Archive for Dracula

Why DracuLand still stokes British anxieties

Posted in Uncategorized with tags , , , , , , , , on 17 May 2013 by delclem

CT_Femke_Romania10
Past and present attitudes to Romanian and Bulgarian immigration in the UK
>full text & illustration (c) BBC HISTORY, 2013

Biting (Sex?) Appeal

Posted in Uncategorized with tags , , , , , , on 20 April 2012 by delclem

 

20 April 1912 was not only the 23rd birthday of an unknown wanna-be named Hitler; it was also the day when Bram Stoker, author of the immortal Dracula novel, died. > GERMAN TEXT VERSION

“This is the textbook of vampirism, but the journalist Bram Stoker has turned it into a typewriter ad,” wrote the Austrian Alfred Kubin, himself a master of uncanny art, in a letter full of contempt in 1915. He has not been the only critic since trying to desecrate the tomb of the Anglo-Irish author. However, this has done little damage to the undead popularity of the literary work in question: Dracula (1897), apart from Mary Shelley’s Frankenstein (1818) probably the most successful undead monster of world literature; a novel that has never been out of print in its more than 110 years on the book market.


* _Task objective_:
For this exercise, restate every line below word for word and drop the images.

* _The records_:
━━━━━━━━
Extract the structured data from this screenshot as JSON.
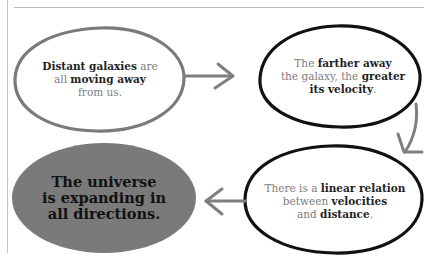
{
  "diagram": {
    "nodes": [
      {
        "id": "n1",
        "style": "outline-gray",
        "parts": [
          {
            "text": "Distant galaxies",
            "bold": true
          },
          {
            "text": " are",
            "bold": false
          },
          {
            "text": "all ",
            "bold": false,
            "newline": true
          },
          {
            "text": "moving away",
            "bold": true
          },
          {
            "text": "from us.",
            "bold": false,
            "newline": true
          }
        ],
        "l1a": "Distant galaxies",
        "l1b": " are",
        "l2a": "all ",
        "l2b": "moving away",
        "l3a": "from us."
      },
      {
        "id": "n2",
        "style": "outline-black",
        "l1a": "The ",
        "l1b": "farther away",
        "l2a": "the galaxy, the ",
        "l2b": "greater",
        "l3a": "its velocity",
        "l3b": "."
      },
      {
        "id": "n3",
        "style": "outline-black",
        "l1a": "There is a ",
        "l1b": "linear relation",
        "l2a": "between ",
        "l2b": "velocities",
        "l3a": "and ",
        "l3b": "distance",
        "l3c": "."
      },
      {
        "id": "n4",
        "style": "filled-gray",
        "l1": "The universe",
        "l2": "is expanding in",
        "l3": "all directions."
      }
    ],
    "edges": [
      {
        "from": "n1",
        "to": "n2",
        "direction": "right"
      },
      {
        "from": "n2",
        "to": "n3",
        "direction": "down"
      },
      {
        "from": "n3",
        "to": "n4",
        "direction": "left"
      }
    ],
    "colors": {
      "outline_gray": "#7a7a7a",
      "outline_black": "#111111",
      "fill_gray": "#7a7a7a",
      "arrow": "#7f7f7f",
      "frame": "#bdbdbd"
    }
  }
}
━━━━━━━━
* _Solution for this exercise_:
Extract the structured data from this screenshot as JSON.
{
  "diagram": {
    "nodes": [
      {
        "id": "n1",
        "style": "outline-gray",
        "parts": [
          {
            "text": "Distant galaxies",
            "bold": true
          },
          {
            "text": " are",
            "bold": false
          },
          {
            "text": "all ",
            "bold": false,
            "newline": true
          },
          {
            "text": "moving away",
            "bold": true
          },
          {
            "text": "from us.",
            "bold": false,
            "newline": true
          }
        ],
        "l1a": "Distant galaxies",
        "l1b": " are",
        "l2a": "all ",
        "l2b": "moving away",
        "l3a": "from us."
      },
      {
        "id": "n2",
        "style": "outline-black",
        "l1a": "The ",
        "l1b": "farther away",
        "l2a": "the galaxy, the ",
        "l2b": "greater",
        "l3a": "its velocity",
        "l3b": "."
      },
      {
        "id": "n3",
        "style": "outline-black",
        "l1a": "There is a ",
        "l1b": "linear relation",
        "l2a": "between ",
        "l2b": "velocities",
        "l3a": "and ",
        "l3b": "distance",
        "l3c": "."
      },
      {
        "id": "n4",
        "style": "filled-gray",
        "l1": "The universe",
        "l2": "is expanding in",
        "l3": "all directions."
      }
    ],
    "edges": [
      {
        "from": "n1",
        "to": "n2",
        "direction": "right"
      },
      {
        "from": "n2",
        "to": "n3",
        "direction": "down"
      },
      {
        "from": "n3",
        "to": "n4",
        "direction": "left"
      }
    ],
    "colors": {
      "outline_gray": "#7a7a7a",
      "outline_black": "#111111",
      "fill_gray": "#7a7a7a",
      "arrow": "#7f7f7f",
      "frame": "#bdbdbd"
    }
  }
}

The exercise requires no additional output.